Google Search no longer resembles the classic version many of us know, and at I/O 2026 the company embraced this shift wholeheartedly. The developer conference in Mountain View, California, served as the clearest declaration of the direction for its flagship service: moving away from the 25‑year‑old blue‑link format toward a conversational AI‑driven experience.
The roll‑outs included making Gemini 3.5 Flash the default engine behind AI Mode worldwide and a total redesign of the search box, which Google billed as the most significant interface upgrade in over two decades.
Until now, AI in Search appeared as “AI Overviews” and a separate AI Mode that felt more like chatting with the Gemini bot. The new interface will adapt to the tone and intent of your query, featuring an “intelligent search box” that supports longer, more intricate questions.
AI enhancements coming to Search
Robby Stein, Google’s vice‑president of product for Search, framed the I/O announcements as a major leap in blending Search with advanced AI, tracing the evolution from AI Overviews to AI Mode and now a unified AI search experience. He noted that a billion users engage with Google’s AI Mode each month, asking it increasingly complex questions. These tools let people pose virtually any query and receive rich, real‑time answers drawn from Google’s vast knowledge base.
«This is a very exciting time for Search,» Stein told reporters ahead of I/O. «People can ask really anything on their mind and people’s curiosity is fairly endless.»
Google is doubling down on pairing cutting‑edge AI models with live data—web pages, business listings, products, images, finance—to deliver deeper, conversational results.
The company also announced the rollout of Gemini 3.5 Flash, a more capable model focused on reasoning, coding, and complex tasks. Stein said that building Search tools around this new model lifts the overall quality of answers.
Handling more complex queries
Alongside the model upgrade, Google is launching an “intelligent search box” that expands for lengthy queries, accepts uploads (photos, PDFs), auto‑completes nuanced prompts, and can pull context from open Chrome tabs to support multi‑step research.
AI Overviews now flow seamlessly into AI Mode for follow‑ups, allowing users to continue a conversation with the AI while it presents search results.
Stein also unveiled dynamic, interactive “widgets” and larger “super widgets” generated by the system (powered by Gemini and developer tools). These can simulate physics, visualize concepts, act as calculators, or become persistent mini‑apps for tasks such as moving, health tracking, or trip planning—optionally leveraging personal data (Gmail, Photos, Calendar) to personalize results across 200 markets and 98 languages.
He described Search entering an “agentic” era where AI agents assist with a range of duties, from monitoring topics and sending alerts (e.g., when a favorite artist announces a tour) to helping with bookings. While the agent won’t finalize a reservation on your behalf, you can provide details—preferred dates, times, party size—and receive a curated list of options with up‑to‑date availability, pricing, and links to complete the booking. These features are slated for a summer release.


Transcribe each entry so that it matches the original exactly.

==*==

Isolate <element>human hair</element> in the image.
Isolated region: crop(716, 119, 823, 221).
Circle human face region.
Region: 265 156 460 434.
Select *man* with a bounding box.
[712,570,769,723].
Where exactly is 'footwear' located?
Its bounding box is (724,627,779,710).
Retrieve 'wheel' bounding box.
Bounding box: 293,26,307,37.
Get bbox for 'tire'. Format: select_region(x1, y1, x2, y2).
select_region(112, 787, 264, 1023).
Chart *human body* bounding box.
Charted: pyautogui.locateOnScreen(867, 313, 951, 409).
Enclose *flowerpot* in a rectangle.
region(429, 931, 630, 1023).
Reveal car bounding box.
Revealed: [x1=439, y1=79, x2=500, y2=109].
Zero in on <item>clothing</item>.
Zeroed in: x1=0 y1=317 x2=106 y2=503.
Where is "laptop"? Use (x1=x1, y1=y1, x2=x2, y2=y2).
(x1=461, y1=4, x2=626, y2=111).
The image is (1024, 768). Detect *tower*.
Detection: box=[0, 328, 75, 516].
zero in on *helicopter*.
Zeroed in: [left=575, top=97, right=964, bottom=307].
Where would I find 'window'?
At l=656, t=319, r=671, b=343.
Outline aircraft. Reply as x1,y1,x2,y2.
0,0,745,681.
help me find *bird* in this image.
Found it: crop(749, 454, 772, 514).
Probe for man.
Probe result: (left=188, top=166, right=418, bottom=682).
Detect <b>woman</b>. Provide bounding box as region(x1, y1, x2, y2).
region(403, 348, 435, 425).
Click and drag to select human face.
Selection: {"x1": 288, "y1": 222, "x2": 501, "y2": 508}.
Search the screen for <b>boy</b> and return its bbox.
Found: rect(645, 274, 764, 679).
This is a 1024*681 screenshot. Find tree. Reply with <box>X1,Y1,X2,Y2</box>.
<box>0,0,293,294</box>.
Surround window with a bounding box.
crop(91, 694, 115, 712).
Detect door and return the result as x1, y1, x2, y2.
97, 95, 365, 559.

==*==

→ **Response**
Isolate <element>human hair</element> in the image.
Isolated region: crop(716, 119, 823, 221).
Circle human face region.
Region: 265 156 460 434.
Select *man* with a bounding box.
[712,570,769,723].
Where exactly is 'footwear' located?
Its bounding box is (724,627,779,710).
Retrieve 'wheel' bounding box.
Bounding box: 293,26,307,37.
Get bbox for 'tire'. Format: select_region(x1, y1, x2, y2).
select_region(112, 787, 264, 1023).
Chart *human body* bounding box.
Charted: pyautogui.locateOnScreen(867, 313, 951, 409).
Enclose *flowerpot* in a rectangle.
region(429, 931, 630, 1023).
Reveal car bounding box.
Revealed: [x1=439, y1=79, x2=500, y2=109].
Zero in on <item>clothing</item>.
Zeroed in: x1=0 y1=317 x2=106 y2=503.
Where is "laptop"? Use (x1=x1, y1=y1, x2=x2, y2=y2).
(x1=461, y1=4, x2=626, y2=111).
The image is (1024, 768). Detect *tower*.
Detection: box=[0, 328, 75, 516].
zero in on *helicopter*.
Zeroed in: [left=575, top=97, right=964, bottom=307].
Where would I find 'window'?
At l=656, t=319, r=671, b=343.
Outline aircraft. Reply as x1,y1,x2,y2.
0,0,745,681.
help me find *bird* in this image.
Found it: crop(749, 454, 772, 514).
Probe for man.
Probe result: (left=188, top=166, right=418, bottom=682).
Detect <b>woman</b>. Provide bounding box as region(x1, y1, x2, y2).
region(403, 348, 435, 425).
Click and drag to select human face.
Selection: {"x1": 288, "y1": 222, "x2": 501, "y2": 508}.
Search the screen for <b>boy</b> and return its bbox.
Found: rect(645, 274, 764, 679).
This is a 1024*681 screenshot. Find tree. Reply with <box>X1,Y1,X2,Y2</box>.
<box>0,0,293,294</box>.
Surround window with a bounding box.
crop(91, 694, 115, 712).
Detect door and return the result as x1, y1, x2, y2.
97, 95, 365, 559.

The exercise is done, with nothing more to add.